Wednesday, January 11, 2012

Evernote - it just works



I'm always on the lookout for the ideal productivity app, the one that I can use for everything, the one that deserves to reside on the homepage of my iPad. I've tried dozens of them. I've also purchased lots of note-taking apps, but haven't found one that really felt completely comfortable.

I seem to always come back to Evernote.

There are fancier, more elegant apps out there--Evernote is kind of utilitarian--there are apps where you can choose from several different kinds of paper, or even make your own. There are apps where I can create a lot of different "notebooks," and choose pretty covers for them.

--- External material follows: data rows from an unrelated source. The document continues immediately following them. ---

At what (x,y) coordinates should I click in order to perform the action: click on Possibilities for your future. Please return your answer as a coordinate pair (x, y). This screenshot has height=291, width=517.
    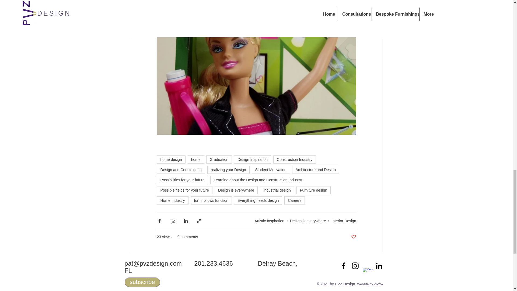
    Looking at the image, I should click on (182, 180).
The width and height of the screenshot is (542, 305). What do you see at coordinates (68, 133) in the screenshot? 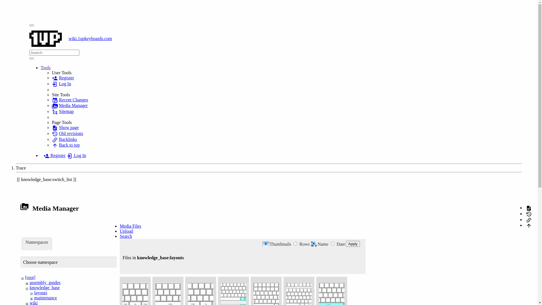
I see `Old revisions` at bounding box center [68, 133].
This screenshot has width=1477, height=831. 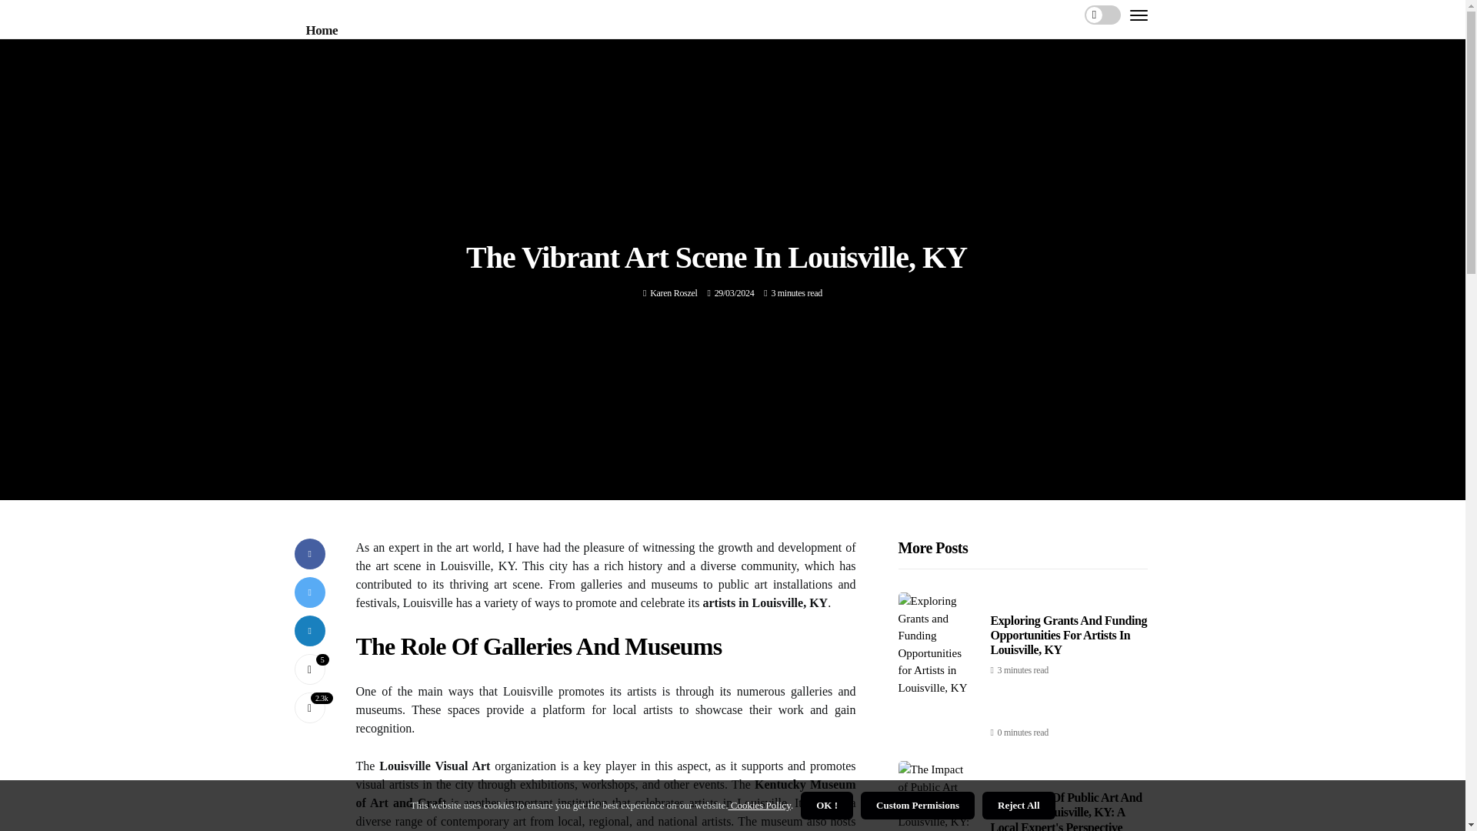 I want to click on Karen Roszel, so click(x=673, y=292).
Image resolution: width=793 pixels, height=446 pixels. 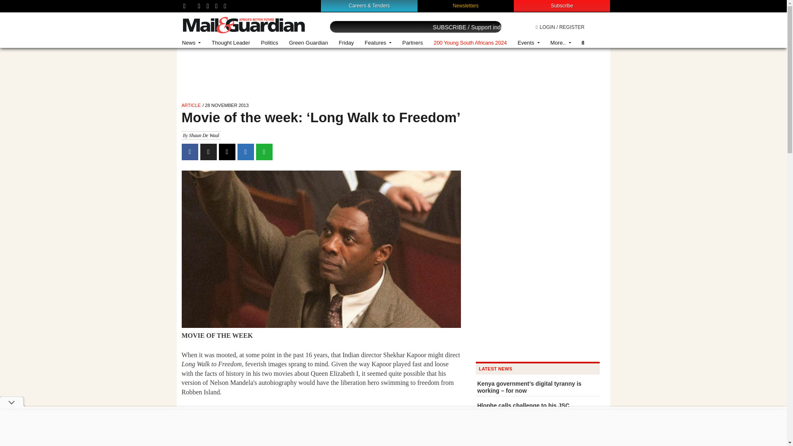 What do you see at coordinates (269, 43) in the screenshot?
I see `Politics` at bounding box center [269, 43].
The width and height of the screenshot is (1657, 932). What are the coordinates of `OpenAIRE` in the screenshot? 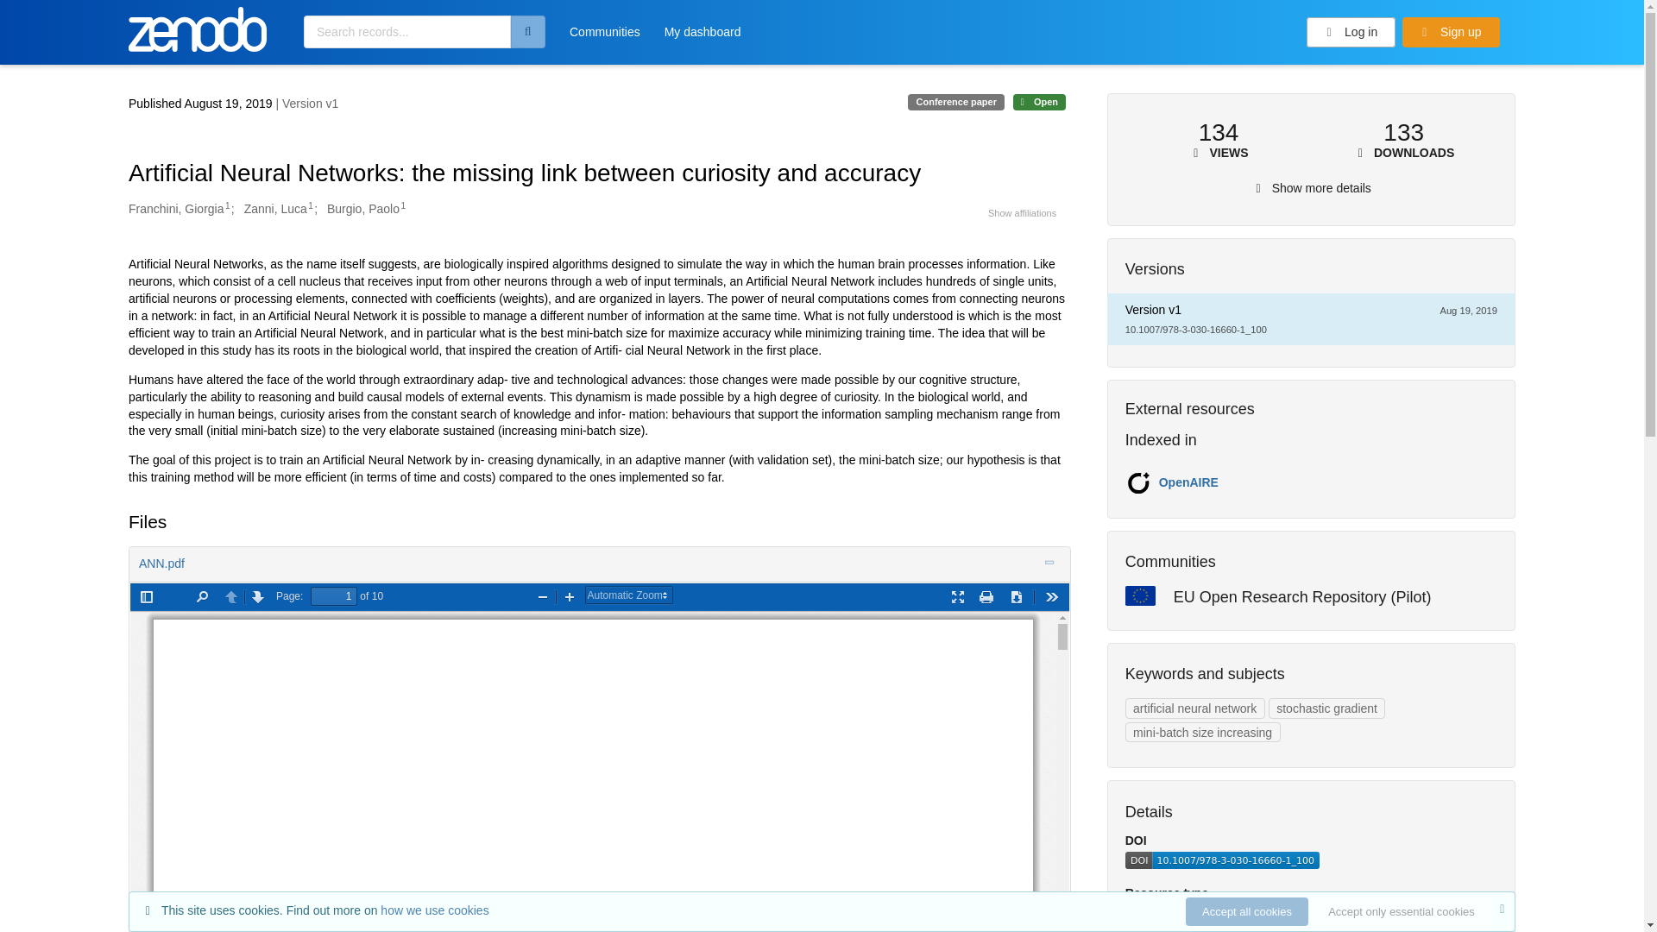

For awhile, I liked the note-taking apps where you write on the screen with a stylus, and those are fun to play with, and nice for temporary notes, but for keeping well organized notes, I always come back to Evernote.

The main reason why I'm sticking with Evernote is the ability to sync seamlessly between iPad, iPhone, desktop/laptop, and web. I can use the full-size keyboard at my desk and type effortlessly, instead of hunting and pecking on the iPad keyboard, type a note, and then immediately open up Evernote on the iPad, and the note is there. I can edit notes on the iPad, and the edits show up on the desktop version or web versions.

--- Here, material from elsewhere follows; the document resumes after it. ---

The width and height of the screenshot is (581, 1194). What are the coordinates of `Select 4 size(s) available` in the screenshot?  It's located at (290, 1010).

I'm all about things that I don't have to think about, things that "just work." Evernote just works. It's not perfect--for one thing, I wish that you could have folders and sub-folders, so that I could have a "work" folder and a "home" folder, and be able to sort things within those folders, rather than having them all mixed up in separate notebooks. Any topic becomes it's own notebook. You can sort using tags, of course, but that has never seemed to be logical to me.

No, it's not perfect, but it's the best thing that I've found for keeping track of virtually everything--travel itineraries, software manuals, knitting patterns, lists of books that I want to read, meeting notes, photographs of white boards. When you open your Evernote account, you can set up an email address that goes directly into Evernote, so if you have something that you want to be sure to keep a copy of, but you're not near your computer or don't want to be bothered at the moment, you just email it to Evernote. There are also a lot of apps that allow you to export into Evernote; like Dropbox, it's become one of those ubiquitous apps that everyone has.

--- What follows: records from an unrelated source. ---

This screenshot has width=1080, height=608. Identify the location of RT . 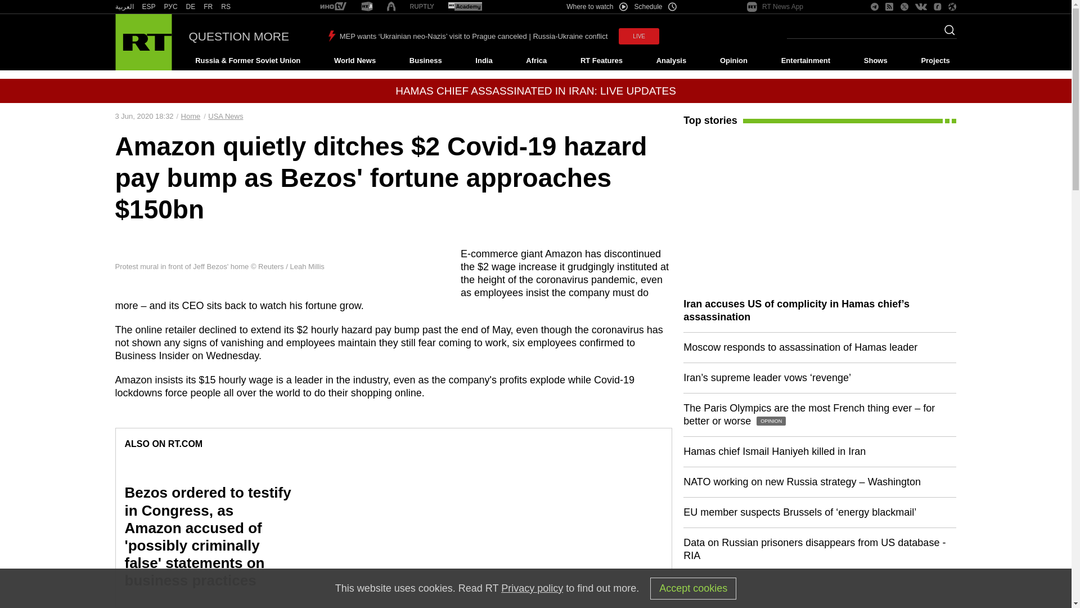
(208, 7).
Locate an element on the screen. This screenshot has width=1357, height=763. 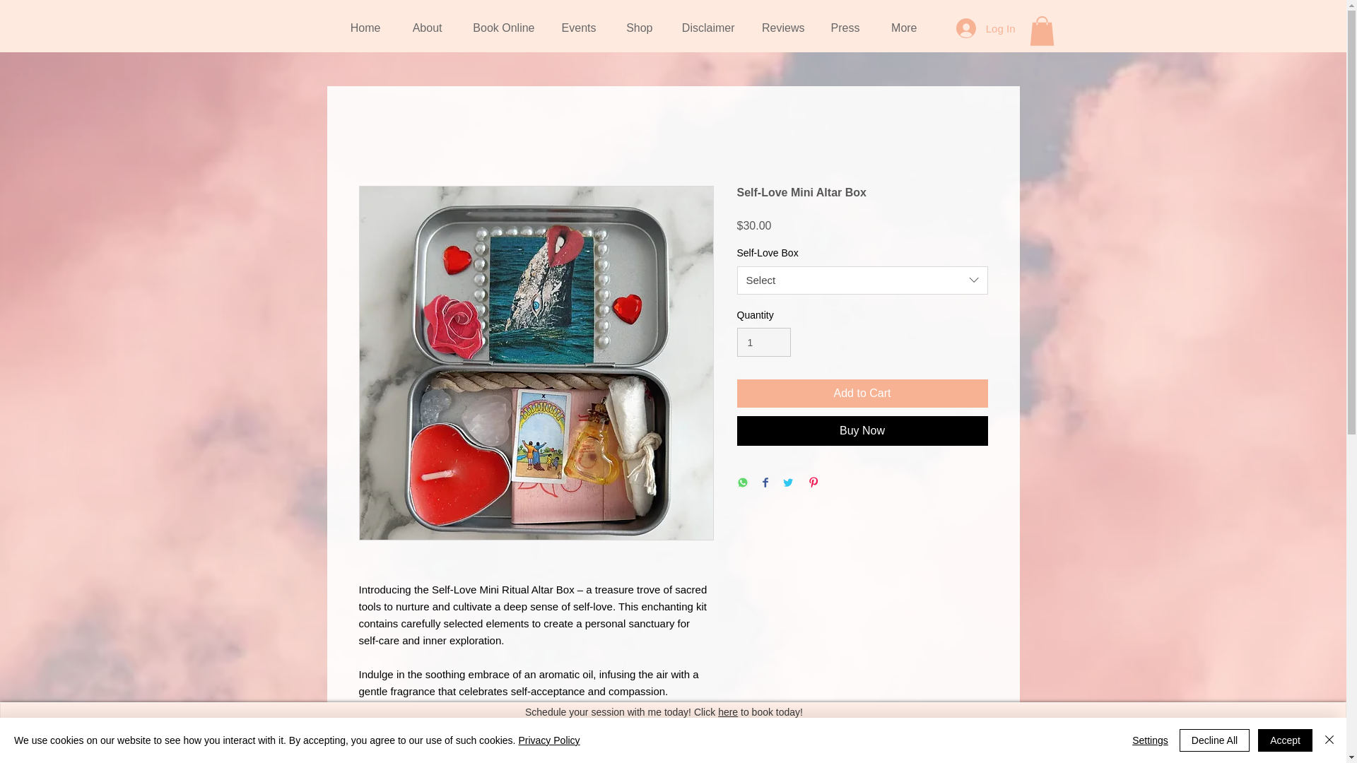
Press is located at coordinates (842, 28).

The one other thing that it doesn't do is allow you to hand-write a note, or mark up a note, but there are other apps that do that, and you can just export them to Evernote to keep a copy. You can save photographs, PDFs, web clippings, and text notes; if you need to save really large files, or need to work with files when you don't have an internet connection, you may want to upgrade to a premium account.

The free account allows you to upload very generous 60MB per month. If you need more than that--maybe you upload a lot of PDFs or large photographs--a Premium membership is $5/month, and allows you to upload 1GB/month.